Now we'll populate the UI configuration variables. Start by renaming the example app configuration file to remove .example
, then open it in your editor of choice
mv flex-webchat-ui/public/assets/webchat-appConfig.example.js flex-webchat-ui/public/assets/webchat-appConfig.js
vim flex-webchat-ui/public/assets/webchat-appConfig.js
Just like before, this new file contains temporary strings that you simply have to replace with the actual values:
var appConfig = {
// change to your AccountSid
accountSid: "AC...",
// change to your Flex Flow SID
flexFlowSid: "FO...",
// change to your runtimeDomain
runtimeDomain: "http...",
colorTheme: {
overrides: brandedColors
}
}
And now the example is fully configured! Now we have one more step: Setting up Studio to use the populateChatChannelWithTaskSid
Function we deployed earlier.
This is the crucial step: After the chat has been enqueued into TaskRouter/Flex as a new Task, we have to populate our Chat Channel Attributes with the Task SID. To do this:
- Open Studio in your Twilio Console
- Edit the default Webchat Flow that was automatically created when you installed Flex
- Drag a new "Run Function" widget onto your flow, below the "SendMessageToFlex" widget
- Drag a line from the "SendMessageToFlex" widget's "Task Created" node to the input of your new Run Function widget
- Configure your Run Function widget:
- Name it something recognizable like "populateChatChannel"

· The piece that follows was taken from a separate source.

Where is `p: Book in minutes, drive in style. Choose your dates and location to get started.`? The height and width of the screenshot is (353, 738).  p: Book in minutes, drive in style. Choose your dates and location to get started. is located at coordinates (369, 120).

- Select the Functions service, by default "customer-end-chat-functions"
- Select your dev environment
- Select the
populateChatChannelWithTaskSid
Function - Add two Function Parameters:
- key:
taskSid
- value:
{{widgets.SendMessageToAgent.sid}}
- value:
- key:
channelSid
- value:
{{trigger.message.ChannelSid}}
- value:
- key:
- Save the Run Function widget
- Publish your changes
The end result should look something like this:
With this studio customization in-place, the entire example should be set up! You can now run it locally to test and customize it.

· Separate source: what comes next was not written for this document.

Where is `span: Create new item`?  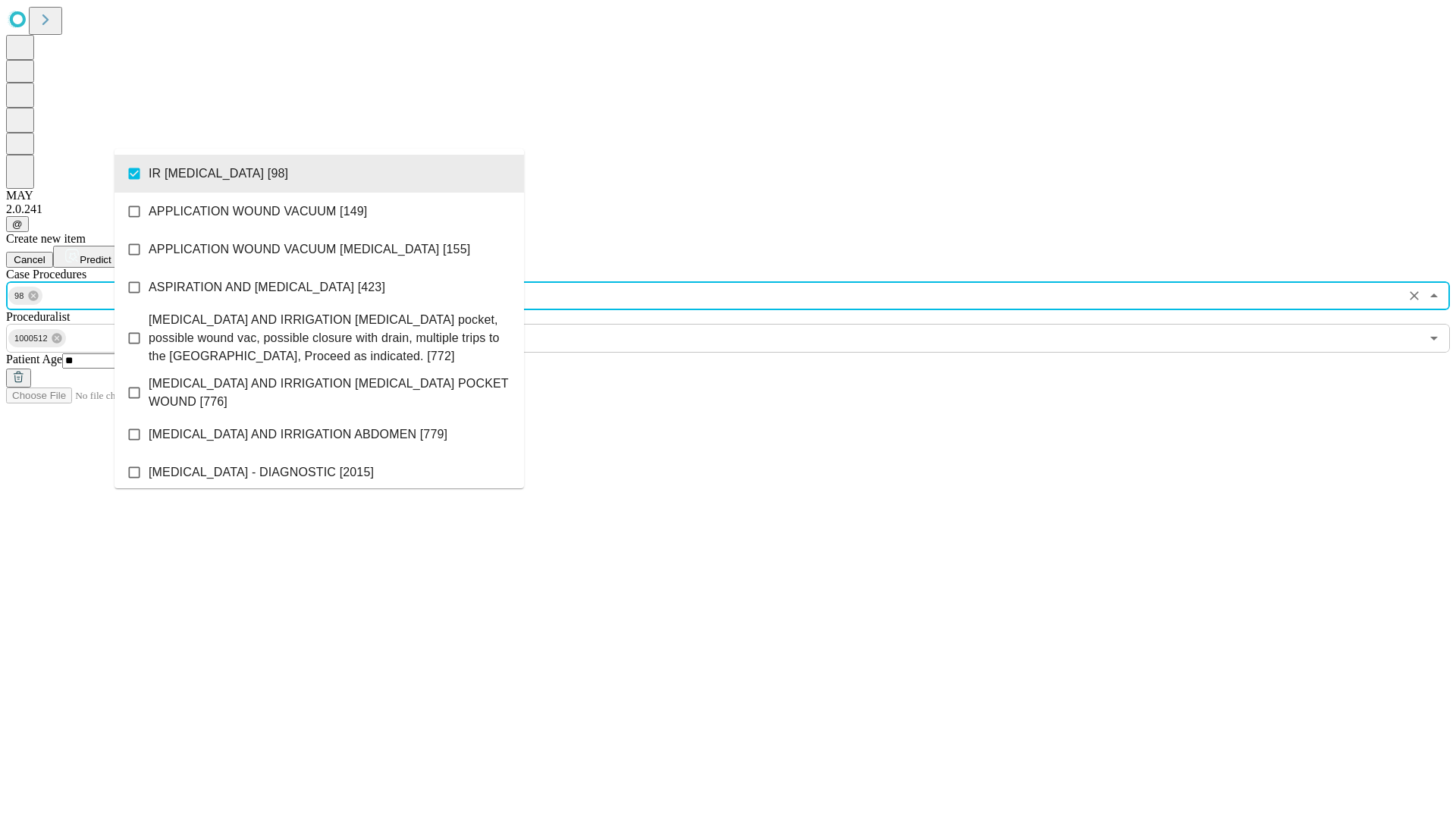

In order to develop locally, you can use the Webpack Dev Server by running:
cd flex-webchat-ui
npm install
npm start
This will automatically start up the Webpack Dev Server and open the browser for you. Your app will run on http://localhost:8081
. If you want to change that you can do this by setting the PORT
environment variable:
PORT=3000 npm start
When you make changes to your code, the browser window will be automatically refreshed.
This software is to be considered "sample code", a Type B Deliverable, and is delivered "as-is" to the user. Twilio bears no responsibility to support the use or implementation of this software.